About 244,000 metric tons of gold has been discovered to date (187,000 metric tons historically produced plus current underground reserves of 57,000 metric tons). Most of that gold has come from just three countries: China, Australia, and South Africa.
Gold is one of the few elements to occur in a natural state. It is found in veins and alluvial deposits. About 1500 tonnes of gold are mined each year. About two-thirds of this comes from South Africa and most of the rest from Russia.
In geographic terms gold is found all over the globe except in Antarctica. Today the three biggest individual mines are Witwatersrand Basin in South Africa, Irian Jaya in Indonesia and Carlin Trend, northeast Nevada. If Nevada were a country, it would rank fourth in the world in terms of total gold production.
Gold is primarily found as the pure, native metal. Sylvanite and calaverite are gold-bearing minerals. Gold is usually found embedded in quartz veins, or placer stream gravel. It is mined in South Africa, the USA (Nevada, Alaska), Russia, Australia and Canada.
Gold originates from the depths of space, formed during supernova explosions billions of years ago. It arrived on Earth through meteorite bombardment and became embedded in the planet's crust over geological time scales.
But all that gold is in Jupiter's center, completely inaccessible. So if you are talking about solar system bodies we could conceivably mine for gold, the answer is probably asteroid Psyche. And richest not just in gold, but in all heavy metals.
Pinpointing the exact timeframe for gold formation is challenging due to the diverse geological processes involved. However, researchers estimate that the entire process - from the formation of gold in supernovae to its deposition in Earth's crust - spanned billions of years.
Gold is found in Archean (rocks older than 2.5 billion years) greenstone belts in Australia, southern Africa, and Canada. Greenstone belts are volcanic-sedimentary sequences, which include ultramafic rocks, dolerite, basalt, chert, sandstone, shale, tuff, banded iron-formation and other rock types.
Switzerland - In Switzerland, gold purity is measured in fineness, with 999.9 fineness gold being the most pure. Switzerland is also home to some of the world's most renowned gold refiners and manufacturers of luxury watches and jewellery.
Owning gold is perfectly legal in many countries, including the United States.
Nevada is the leading gold-producing state in the nation, in 2018 producing 5,581,160 troy ounces (173.6 tonnes), representing 78% of US gold and 5.0% of the world's production.
You want to look for signs of gold like black sands, pyrite and small quartz, as these are all usually good indicators of gold being in the area. Garnets may also be present, often appearing in many shades of colors including red, orange and pink!
The Pepita Canaã is the world's largest gold nugget and was found in the Serra Pelada – the 'Naked Mountain' – in Brazil in 1983. With a gross weight of 60.82kg and containing 52.33kg of gold, this equates to 1,682 troy ounces and would be worth $2,999,510.60 based on metal value alone at today's gold price.
Orogen Gold Deposits
These gold deposits lie at a depth between 1200 and 4500 metres and were created due to mountain formation. They exist in marine sediments (marine deposits) or metamorphic rock (created deep in the earth's crust by high temperature and pressure).
Both 24 karat and 999.9 fineness are generally accepted as pure gold. Despite this, in truth it is impossible to produce 100% pure gold based on current technical limits. Removing any tiny molecules of other material is not achievable, and would prove extremely expensive and difficult to even prove.
Raw gold forms in veins of granite, quartz, iron ore, or sulfide. It's brassy yellow, glows in light, and can be scratched with a fingernail.
Mount Erebus, one of the world's most active volcanoes, spews around 80 grams of gold into the frigid air of Antarctica daily, IFLScience reported. The volcano, one of Antarctica's 138 active ones, reportedly emits pockets of gas containing crystallized gold each day, valued at almost $6,000.
It was found that silt and clay contain much higher amounts of gold than does sand. Parent materials which have under- gone one cycle of soil formation seem to contain gold in the silt in the resistant metallic form.
Yes, gold can be created from other elements. But the process requires nuclear reactions, and is so expensive that you currently cannot make money by selling the gold that you create from other elements.
The bulk of production comes from the Cortez and Carlin Trends, where mines extract low grade gold from a particular type of mineral deposit, the Carlin Type Gold deposit. It was the discovery and technology used for processing these “invisible” deposits that would turn Nevada into the golden powerhouse of production.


Problem:
Without including any pictures, retype exactly the lines from the top of the records through the line containing "Image is 480x420 pixels.", that final line included.

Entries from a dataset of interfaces
▼

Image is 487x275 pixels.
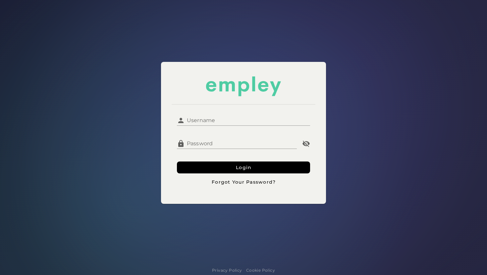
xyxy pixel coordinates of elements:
a: Privacy Policy [212,267,242,274]
span: Forgot Your Password? [211,179,276,185]
span: Login [236,165,252,171]
i: Password appended action [302,140,310,148]
button: Login [177,162,310,174]
a: Cookie Policy [246,267,275,274]
button: Forgot Your Password? [177,176,310,188]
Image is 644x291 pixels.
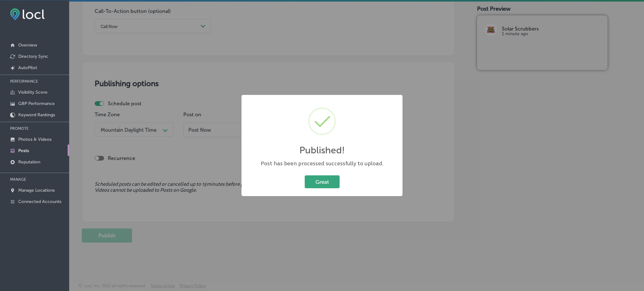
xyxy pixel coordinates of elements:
p: Overview [18,42,37,48]
p: Connected Accounts [18,199,61,204]
img: fda3e92497d09a02dc62c9cd864e3231.png [10,8,44,20]
p: Visibility Score [18,89,47,95]
h2: Published! [299,145,345,156]
p: AutoPilot [18,65,37,71]
p: Reputation [18,159,40,165]
p: Keyword Rankings [18,112,55,118]
p: Photos & Videos [18,136,51,142]
div: Post has been processed successfully to upload. [247,159,396,168]
p: GBP Performance [18,101,55,106]
p: Directory Sync [18,54,48,59]
p: Manage Locations [18,188,55,193]
p: Posts [18,148,29,153]
button: Great [304,175,340,188]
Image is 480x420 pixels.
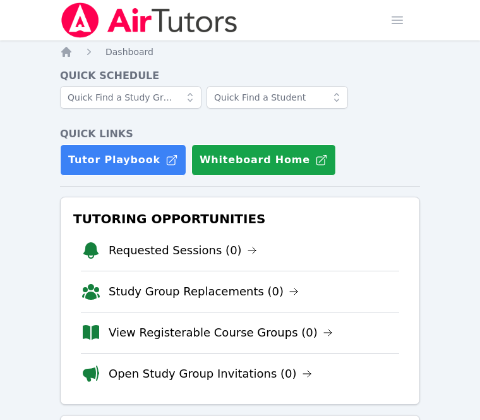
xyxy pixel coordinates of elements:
[207,86,348,109] input: Quick Find a Student
[60,68,420,83] h4: Quick Schedule
[60,86,202,109] input: Quick Find a Study Group
[60,3,239,38] img: Air Tutors
[60,126,420,142] h4: Quick Links
[106,47,154,57] span: Dashboard
[109,365,312,382] a: Open Study Group Invitations (0)
[192,144,336,176] button: Whiteboard Home
[109,283,299,300] a: Study Group Replacements (0)
[106,46,154,58] a: Dashboard
[109,242,257,259] a: Requested Sessions (0)
[60,46,420,58] nav: Breadcrumb
[60,144,187,176] a: Tutor Playbook
[71,207,410,230] h3: Tutoring Opportunities
[109,324,333,341] a: View Registerable Course Groups (0)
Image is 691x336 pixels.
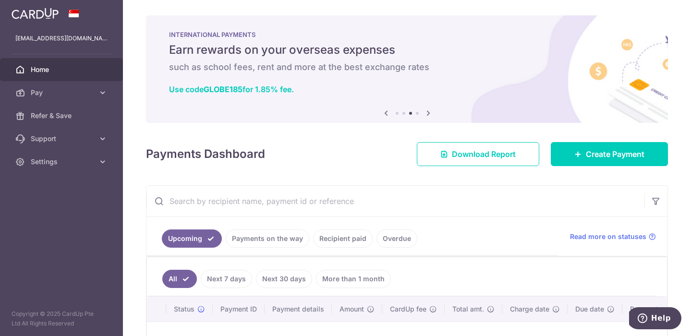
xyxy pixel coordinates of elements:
p: INTERNATIONAL PAYMENTS [169,31,645,38]
a: Use codeGLOBE185for 1.85% fee. [169,85,294,94]
b: GLOBE185 [204,85,243,94]
span: Due date [576,305,604,314]
input: Search by recipient name, payment id or reference [147,186,645,217]
th: Payment ID [213,297,265,322]
th: Payment details [265,297,332,322]
iframe: Opens a widget where you can find more information [629,307,682,331]
a: Create Payment [551,142,668,166]
a: Overdue [377,230,417,248]
span: Refer & Save [31,111,94,121]
p: [EMAIL_ADDRESS][DOMAIN_NAME] [15,34,108,43]
a: Recipient paid [313,230,373,248]
img: CardUp [12,8,59,19]
h4: Payments Dashboard [146,146,265,163]
span: Download Report [452,148,516,160]
a: Next 30 days [256,270,312,288]
span: Read more on statuses [570,232,647,242]
img: International Payment Banner [146,15,668,123]
a: Read more on statuses [570,232,656,242]
span: CardUp fee [390,305,427,314]
span: Amount [340,305,364,314]
span: Status [174,305,195,314]
span: Settings [31,157,94,167]
span: Total amt. [453,305,484,314]
span: Charge date [510,305,550,314]
a: Download Report [417,142,540,166]
span: Support [31,134,94,144]
a: Payments on the way [226,230,309,248]
span: Home [31,65,94,74]
h5: Earn rewards on your overseas expenses [169,42,645,58]
h6: such as school fees, rent and more at the best exchange rates [169,61,645,73]
a: More than 1 month [316,270,391,288]
a: Upcoming [162,230,222,248]
a: All [162,270,197,288]
a: Next 7 days [201,270,252,288]
span: Create Payment [586,148,645,160]
span: Pay [31,88,94,98]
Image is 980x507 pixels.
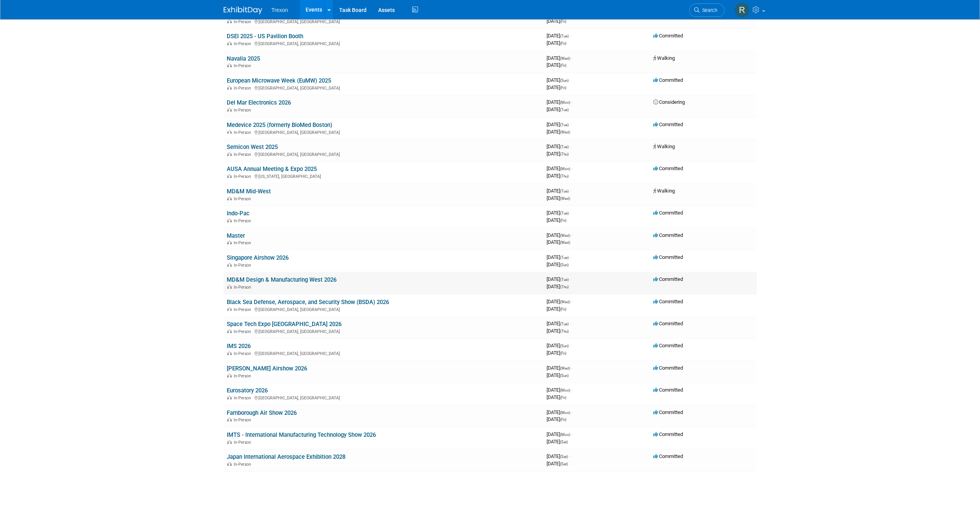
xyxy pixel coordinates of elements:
[226,85,540,91] div: [GEOGRAPHIC_DATA], [GEOGRAPHIC_DATA]
[689,3,725,17] a: Search
[560,432,570,436] span: (Mon)
[227,130,231,133] img: In-Person Event
[560,329,568,334] span: (Thu)
[560,440,567,444] span: (Sat)
[233,351,253,356] span: In-Person
[560,64,566,68] span: (Fri)
[226,232,245,239] a: Master
[653,386,683,392] span: Committed
[571,100,572,105] span: -
[227,329,231,333] img: In-Person Event
[560,462,567,466] span: (Sat)
[546,85,566,91] span: [DATE]
[227,19,231,23] img: In-Person Event
[653,165,683,171] span: Committed
[546,254,570,260] span: [DATE]
[546,150,568,156] span: [DATE]
[233,218,253,223] span: In-Person
[233,174,253,179] span: In-Person
[653,33,683,39] span: Committed
[653,254,683,260] span: Committed
[560,344,568,348] span: (Sun)
[233,41,253,46] span: In-Person
[653,431,683,437] span: Committed
[653,409,683,415] span: Committed
[226,343,250,350] a: IMS 2026
[227,240,231,244] img: In-Person Event
[653,55,675,61] span: Walking
[653,343,683,349] span: Committed
[560,367,570,371] span: (Wed)
[226,128,540,135] div: [GEOGRAPHIC_DATA], [GEOGRAPHIC_DATA]
[653,365,683,371] span: Committed
[571,365,572,371] span: -
[546,210,570,216] span: [DATE]
[560,144,568,149] span: (Tue)
[227,462,231,465] img: In-Person Event
[653,321,683,327] span: Committed
[560,189,568,193] span: (Tue)
[546,438,567,444] span: [DATE]
[560,101,570,105] span: (Mon)
[227,86,231,90] img: In-Person Event
[226,143,277,150] a: Semicon West 2025
[560,263,568,267] span: (Sun)
[227,196,231,200] img: In-Person Event
[560,395,566,399] span: (Fri)
[227,351,231,355] img: In-Person Event
[233,329,253,334] span: In-Person
[571,165,572,171] span: -
[546,18,566,24] span: [DATE]
[560,277,568,282] span: (Tue)
[569,254,570,260] span: -
[560,255,568,260] span: (Tue)
[227,64,231,67] img: In-Person Event
[233,19,253,24] span: In-Person
[546,276,570,282] span: [DATE]
[560,374,568,378] span: (Sun)
[653,77,683,83] span: Committed
[226,431,376,438] a: IMTS - International Manufacturing Technology Show 2026
[233,374,253,379] span: In-Person
[560,123,568,127] span: (Tue)
[569,276,570,282] span: -
[546,195,570,201] span: [DATE]
[569,210,570,216] span: -
[546,284,568,289] span: [DATE]
[546,328,568,334] span: [DATE]
[226,409,296,416] a: Farnborough Air Show 2026
[560,307,566,312] span: (Fri)
[560,174,568,178] span: (Thu)
[571,431,572,437] span: -
[233,240,253,245] span: In-Person
[653,276,683,282] span: Committed
[560,388,570,392] span: (Mon)
[226,350,540,356] div: [GEOGRAPHIC_DATA], [GEOGRAPHIC_DATA]
[560,233,570,238] span: (Wed)
[233,417,253,422] span: In-Person
[233,152,253,157] span: In-Person
[546,143,570,149] span: [DATE]
[233,307,253,312] span: In-Person
[560,417,566,421] span: (Fri)
[560,218,566,222] span: (Fri)
[546,460,567,466] span: [DATE]
[233,196,253,201] span: In-Person
[227,307,231,311] img: In-Person Event
[227,395,231,399] img: In-Person Event
[560,240,570,245] span: (Wed)
[569,321,570,327] span: -
[227,263,231,267] img: In-Person Event
[546,217,566,223] span: [DATE]
[226,150,540,157] div: [GEOGRAPHIC_DATA], [GEOGRAPHIC_DATA]
[571,299,572,305] span: -
[569,143,570,149] span: -
[226,165,317,172] a: AUSA Annual Meeting & Expo 2025
[569,188,570,193] span: -
[226,18,540,24] div: [GEOGRAPHIC_DATA], [GEOGRAPHIC_DATA]
[226,100,291,107] a: Del Mar Electronics 2026
[560,130,570,134] span: (Wed)
[653,210,683,216] span: Committed
[546,173,568,178] span: [DATE]
[546,77,570,83] span: [DATE]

▲

Finished task:
Image is 487x275 pixels.
xyxy pixel coordinates of elements:
a: Privacy Policy [212,267,242,274]
span: Forgot Your Password? [211,179,276,185]
span: Login [236,165,252,171]
i: Password appended action [302,140,310,148]
button: Login [177,162,310,174]
a: Cookie Policy [246,267,275,274]
button: Forgot Your Password? [177,176,310,188]
Image is 644x291 pixels.
xyxy pixel coordinates of elements:
p: Overview [18,42,37,48]
p: Connected Accounts [18,199,61,204]
img: fda3e92497d09a02dc62c9cd864e3231.png [10,8,44,20]
p: Visibility Score [18,89,47,95]
h2: Published! [299,145,345,156]
p: AutoPilot [18,65,37,71]
p: Reputation [18,159,40,165]
p: Keyword Rankings [18,112,55,118]
p: Photos & Videos [18,136,51,142]
div: Post has been processed successfully to upload. [247,159,396,168]
p: GBP Performance [18,101,55,106]
p: Directory Sync [18,54,48,59]
p: Manage Locations [18,188,55,193]
p: Posts [18,148,29,153]
button: Great [304,175,340,188]
Image is 480x420 pixels.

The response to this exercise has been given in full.